The Chinese leadership is cracking down harshly on unrest in Xinjiang. The region’s Muslim Uighur’s feel degraded and robbed of their culture while they suffer in their homeland.
As China did in Tibet, a ‘mien kampf’ style regime is being sold and branded, to the outside world, as anti-terrorism training by Beijing. Albeit cautiously the international community is beginning to raise direct concerns to the Chinese.
Australia’s foreign minister is the first to raise the issue directly to the Chinese, on a state visit. Highlighting the treatment of Uighur minorities in Xinjiang at a meeting with her Chinese counterpart yesterday as Beijing comes under increasing international scrutiny over its controversial security policy.
Human rights trashed in the name of terrorism
Marise Payne spoke after meeting with China’s chief diplomat Wang Yi on the first visit to Beijing by an Australian foreign minister in nearly three years as both countries pursue a thaw in relations.
Payne visited Beijing for the Fifth Australia-China Foreign and Strategic Dialogue. It is rare for foreign officials to publicly chastise China over its human rights record during a visit to the country.
Earlier this week, Payne said she would register “serious concerns” over the huge facilities in northwestern Xinjiang region, where activists say up to 1 million Uighurs mainly-Muslim minorities are detained in political re-education camps.
She said “We did exchange views on that matter,” at a press conference alongside Wang, but she did not elaborate on what she had told him behind closed doors.
The United States and other countries have called on China to release people held in the detention centres.
Earlier this week China also faced a grilling at the UN Human Rights Council in Geneva on Tuesday. The Chinese delegation responded by reiterating Beijing’s branding description of the camps as vocational “training centres” that were built to help people drawn to extremism stay away from terrorism and allow them to be reintegrated into society.
The reports coming from the camps highlight abuse and torture towards the Muslim community, forcing them to eat pork and consume alcohol. China has battled an ugly human rights history and as a superpower is far behind many third world nations in human rights abuses.
Advocacy groups including Human Rights Watch want the Human Rights Council to press Chinese authorities on issues like the use of mass detention centres in the western Xinjiang region where many Uighurs live.
Although the UK has not directly condemned the Chinese publically, concerns have been raised by dowing street staff, however, with major post-Brexit deals looming No 10 does not want to rock the boat by annoying the Chinese.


> _WORK ITEM_
Filter the listing below down to the lines containing the word "ylabel".
Top of DATASET RECORDS
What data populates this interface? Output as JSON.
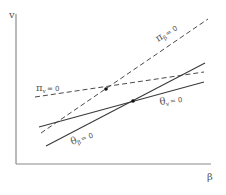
{
  "diagram": {
    "axes": {
      "origin": [
        16,
        164
      ],
      "y_axis_top": [
        16,
        14
      ],
      "x_axis_end": [
        211,
        164
      ],
      "y_label": "v",
      "x_label": "β",
      "y_label_pos": [
        9,
        18
      ],
      "x_label_pos": [
        207,
        180
      ]
    },
    "lines": [
      {
        "id": "pi_beta",
        "style": "dashed",
        "from": [
          41,
          133
        ],
        "to": [
          208,
          19
        ],
        "label": {
          "main": "π",
          "sub": "β",
          "eq": "= 0",
          "pos": [
            158,
            42
          ],
          "rotate": -32
        }
      },
      {
        "id": "pi_v",
        "style": "dashed",
        "from": [
          35,
          97
        ],
        "to": [
          204,
          72
        ],
        "label": {
          "main": "π",
          "sub": "v",
          "eq": "= 0",
          "pos": [
            36,
            91
          ],
          "rotate": 0
        }
      },
      {
        "id": "theta_v",
        "style": "solid",
        "from": [
          39,
          127
        ],
        "to": [
          204,
          82
        ],
        "label": {
          "main": "θ",
          "sub": "v",
          "eq": "= 0",
          "pos": [
            160,
            105
          ],
          "rotate": -8
        }
      },
      {
        "id": "theta_beta",
        "style": "solid",
        "from": [
          46,
          146
        ],
        "to": [
          205,
          63
        ],
        "label": {
          "main": "θ",
          "sub": "β",
          "eq": "= 0",
          "pos": [
            72,
            145
          ],
          "rotate": -20
        }
      }
    ],
    "equilibrium_points": [
      {
        "id": "pi-intersection",
        "pos": [
          106,
          89
        ]
      },
      {
        "id": "theta-intersection",
        "pos": [
          133,
          101
        ]
      }
    ]
  }
}
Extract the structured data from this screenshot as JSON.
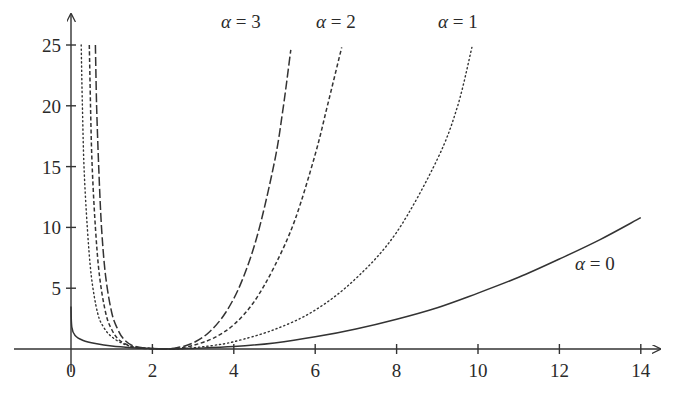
{
  "chart_data": {
    "type": "line",
    "title": "",
    "xlabel": "",
    "ylabel": "",
    "xlim": [
      -1.2,
      14.5
    ],
    "ylim": [
      0,
      26
    ],
    "grid": false,
    "legend": "inline labels",
    "x_ticks": [
      0,
      2,
      4,
      6,
      8,
      10,
      12,
      14
    ],
    "y_ticks": [
      5,
      10,
      15,
      20,
      25
    ],
    "series": [
      {
        "name": "α = 0",
        "style": "solid",
        "x": [
          0.0,
          0.02,
          0.1,
          0.3,
          0.6,
          1.0,
          1.5,
          2.0,
          2.5,
          3.0,
          4.0,
          5.0,
          6.0,
          7.0,
          8.0,
          9.0,
          10.0,
          11.0,
          12.0,
          13.0,
          14.0
        ],
        "y": [
          3.5,
          1.8,
          1.1,
          0.7,
          0.45,
          0.25,
          0.1,
          0.03,
          0.0,
          0.05,
          0.2,
          0.5,
          1.0,
          1.65,
          2.45,
          3.4,
          4.6,
          5.9,
          7.4,
          9.0,
          10.8
        ]
      },
      {
        "name": "α = 1",
        "style": "dotted",
        "x": [
          0.25,
          0.28,
          0.32,
          0.4,
          0.5,
          0.65,
          0.8,
          1.0,
          1.3,
          1.6,
          2.0,
          2.5,
          3.0,
          3.5,
          4.0,
          5.0,
          6.0,
          7.0,
          8.0,
          9.0,
          9.5,
          9.85
        ],
        "y": [
          25,
          20,
          15,
          10,
          6,
          3,
          1.8,
          1.0,
          0.4,
          0.15,
          0.05,
          0.0,
          0.1,
          0.3,
          0.6,
          1.6,
          3.2,
          5.8,
          9.6,
          15.6,
          20,
          24.8
        ]
      },
      {
        "name": "α = 2",
        "style": "dashed",
        "x": [
          0.45,
          0.48,
          0.52,
          0.6,
          0.7,
          0.85,
          1.0,
          1.2,
          1.5,
          1.8,
          2.2,
          2.6,
          3.0,
          3.5,
          4.0,
          4.5,
          5.0,
          5.5,
          6.0,
          6.3,
          6.65
        ],
        "y": [
          25,
          20,
          15,
          10,
          6,
          3,
          1.6,
          0.7,
          0.2,
          0.05,
          0.0,
          0.05,
          0.3,
          0.9,
          2.0,
          3.9,
          6.8,
          10.6,
          16,
          20,
          24.8
        ]
      },
      {
        "name": "α = 3",
        "style": "long-dashed",
        "x": [
          0.6,
          0.63,
          0.68,
          0.75,
          0.85,
          1.0,
          1.15,
          1.3,
          1.5,
          1.8,
          2.2,
          2.6,
          3.0,
          3.4,
          3.8,
          4.2,
          4.6,
          5.0,
          5.2,
          5.4
        ],
        "y": [
          25,
          20,
          15,
          10,
          6,
          3,
          1.6,
          0.8,
          0.3,
          0.08,
          0.0,
          0.1,
          0.5,
          1.4,
          3.0,
          5.6,
          9.6,
          15.4,
          19.5,
          24.6
        ]
      }
    ],
    "annotations": [
      {
        "text": "α = 3",
        "x": 4.9,
        "y": 27.3
      },
      {
        "text": "α = 2",
        "x": 6.9,
        "y": 27.3
      },
      {
        "text": "α = 1",
        "x": 9.9,
        "y": 27.3
      },
      {
        "text": "α = 0",
        "x": 13.2,
        "y": 7.0
      }
    ]
  },
  "labels": {
    "x_ticks": [
      "0",
      "2",
      "4",
      "6",
      "8",
      "10",
      "12",
      "14"
    ],
    "y_ticks": [
      "5",
      "10",
      "15",
      "20",
      "25"
    ],
    "series": {
      "a3": {
        "sym": "α",
        "rest": " = 3"
      },
      "a2": {
        "sym": "α",
        "rest": " = 2"
      },
      "a1": {
        "sym": "α",
        "rest": " = 1"
      },
      "a0": {
        "sym": "α",
        "rest": " = 0"
      }
    }
  }
}
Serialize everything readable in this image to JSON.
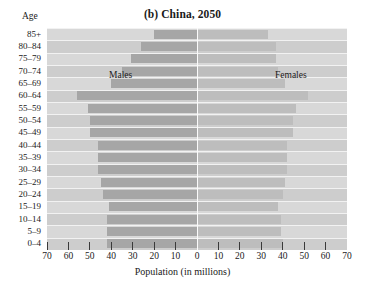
{
  "chart_data": {
    "type": "bar",
    "subtype": "population-pyramid",
    "title": "(b) China, 2050",
    "xlabel": "Population (in millions)",
    "ylabel": "Age",
    "xlim": [
      -70,
      70
    ],
    "xticks": [
      70,
      60,
      50,
      40,
      30,
      20,
      10,
      0,
      10,
      20,
      30,
      40,
      50,
      60,
      70
    ],
    "grid": false,
    "legend_position": "inside-top",
    "categories": [
      "85+",
      "80–84",
      "75–79",
      "70–74",
      "65–69",
      "60–64",
      "55–59",
      "50–54",
      "45–49",
      "40–44",
      "35–39",
      "30–34",
      "25–29",
      "20–24",
      "15–19",
      "10–14",
      "5–9",
      "0–4"
    ],
    "series": [
      {
        "name": "Males",
        "side": "left",
        "color": "#a6a6a6",
        "values": [
          20,
          26,
          31,
          35,
          40,
          56,
          51,
          50,
          50,
          46,
          46,
          46,
          45,
          44,
          41,
          42,
          42,
          42
        ]
      },
      {
        "name": "Females",
        "side": "right",
        "color": "#bdbdbd",
        "values": [
          33,
          37,
          37,
          38,
          41,
          52,
          46,
          45,
          45,
          42,
          42,
          42,
          41,
          40,
          38,
          39,
          39,
          40
        ]
      }
    ],
    "annotations": [
      {
        "text": "Males",
        "position": "left-upper"
      },
      {
        "text": "Females",
        "position": "right-upper"
      }
    ],
    "colors": {
      "plot_background": "#d2d2d2",
      "band_light": "#d8d8d8",
      "band_dark": "#cdcdcd",
      "male_bar": "#a6a6a6",
      "female_bar": "#bdbdbd",
      "center_line": "#fbfbfb",
      "text": "#1a1a1a"
    }
  }
}
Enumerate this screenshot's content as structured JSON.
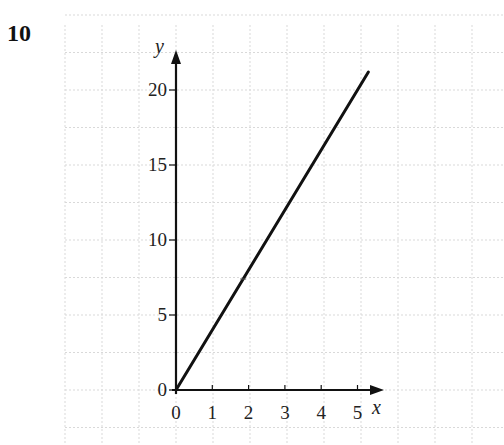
{
  "question_number": "10",
  "chart_data": {
    "type": "line",
    "title": "",
    "xlabel": "x",
    "ylabel": "y",
    "xlim": [
      0,
      5.3
    ],
    "ylim": [
      0,
      21.2
    ],
    "x_ticks": [
      "0",
      "1",
      "2",
      "3",
      "4",
      "5"
    ],
    "y_ticks": [
      "0",
      "5",
      "10",
      "15",
      "20"
    ],
    "grid": true,
    "legend": null,
    "series": [
      {
        "name": "line",
        "equation": "y = 4x",
        "x": [
          0,
          5.3
        ],
        "y": [
          0,
          21.2
        ],
        "marked_point": {
          "x": 1.85,
          "y": 7.4
        }
      }
    ]
  },
  "colors": {
    "line": "#111111",
    "axis": "#111111",
    "grid": "#d9d9d9"
  }
}
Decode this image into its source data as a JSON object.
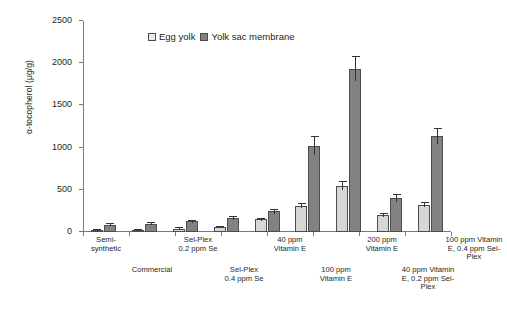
{
  "chart_data": {
    "type": "bar",
    "title": "",
    "xlabel": "",
    "ylabel": "α-tocopherol (μg/g)",
    "ylim": [
      0,
      2500
    ],
    "yticks": [
      0,
      500,
      1000,
      1500,
      2000,
      2500
    ],
    "grid": false,
    "legend_position": "top-center",
    "categories": [
      "Semi-\nsynthetic",
      "Commercial",
      "Sel-Plex\n0.2 ppm Se",
      "Sel-Plex\n0.4 ppm Se",
      "40 ppm\nVitamin E",
      "100 ppm\nVitamin E",
      "200 ppm\nVitamin E",
      "40 ppm Vitamin\nE, 0.2 ppm Sel-\nPlex",
      "100 ppm Vitamin\nE, 0.4 ppm Sel-\nPlex"
    ],
    "series": [
      {
        "name": "Egg yolk",
        "color": "#d6d6d6",
        "values": [
          20,
          25,
          40,
          60,
          150,
          310,
          550,
          205,
          325
        ],
        "errors": [
          12,
          12,
          14,
          16,
          22,
          28,
          50,
          22,
          26
        ]
      },
      {
        "name": "Yolk sac membrane",
        "color": "#828282",
        "values": [
          85,
          100,
          125,
          165,
          245,
          1025,
          1935,
          400,
          1135
        ],
        "errors": [
          18,
          18,
          20,
          24,
          30,
          110,
          150,
          45,
          95
        ]
      }
    ],
    "legend": [
      "Egg yolk",
      "Yolk sac membrane"
    ],
    "note": "Eight x-axis tick groups; labels alternate between two rows under the axis."
  },
  "axis": {
    "y_labels": [
      "0",
      "500",
      "1000",
      "1500",
      "2000",
      "2500"
    ],
    "y_title": "α-tocopherol (μg/g)"
  },
  "legend": {
    "egg_yolk": "Egg yolk",
    "yolk_sac_membrane": "Yolk sac membrane"
  },
  "xlabels_row1": [
    "Semi-\nsynthetic",
    "Sel-Plex\n0.2 ppm Se",
    "40 ppm\nVitamin E",
    "200 ppm\nVitamin E",
    "100 ppm Vitamin\nE, 0.4 ppm Sel-\nPlex"
  ],
  "xlabels_row2": [
    "Commercial",
    "Sel-Plex\n0.4 ppm Se",
    "100 ppm\nVitamin E",
    "40 ppm Vitamin\nE, 0.2 ppm Sel-\nPlex"
  ]
}
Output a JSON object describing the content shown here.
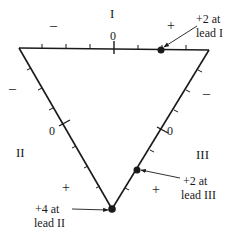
{
  "diagram": {
    "leads": [
      {
        "id": "I",
        "label": "I",
        "zero": "0",
        "neg_sign": "–",
        "pos_sign": "+"
      },
      {
        "id": "II",
        "label": "II",
        "zero": "0",
        "neg_sign": "–",
        "pos_sign": "+"
      },
      {
        "id": "III",
        "label": "III",
        "zero": "0",
        "neg_sign": "–",
        "pos_sign": "+"
      }
    ],
    "annotations": [
      {
        "id": "lead-I",
        "line1": "+2 at",
        "line2": "lead I",
        "value": 2
      },
      {
        "id": "lead-III",
        "line1": "+2 at",
        "line2": "lead III",
        "value": 2
      },
      {
        "id": "lead-II",
        "line1": "+4 at",
        "line2": "lead II",
        "value": 4
      }
    ],
    "colors": {
      "stroke": "#1a1a1a",
      "background": "#ffffff"
    }
  }
}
Bottom of DATASET RECORDS
> _ANSWER TO THIS TASK_
    "ylabel": "",
    "ylabel": "Age",
    "ylabel": "y",
    "ylabel": "α-tocopherol (μg/g)",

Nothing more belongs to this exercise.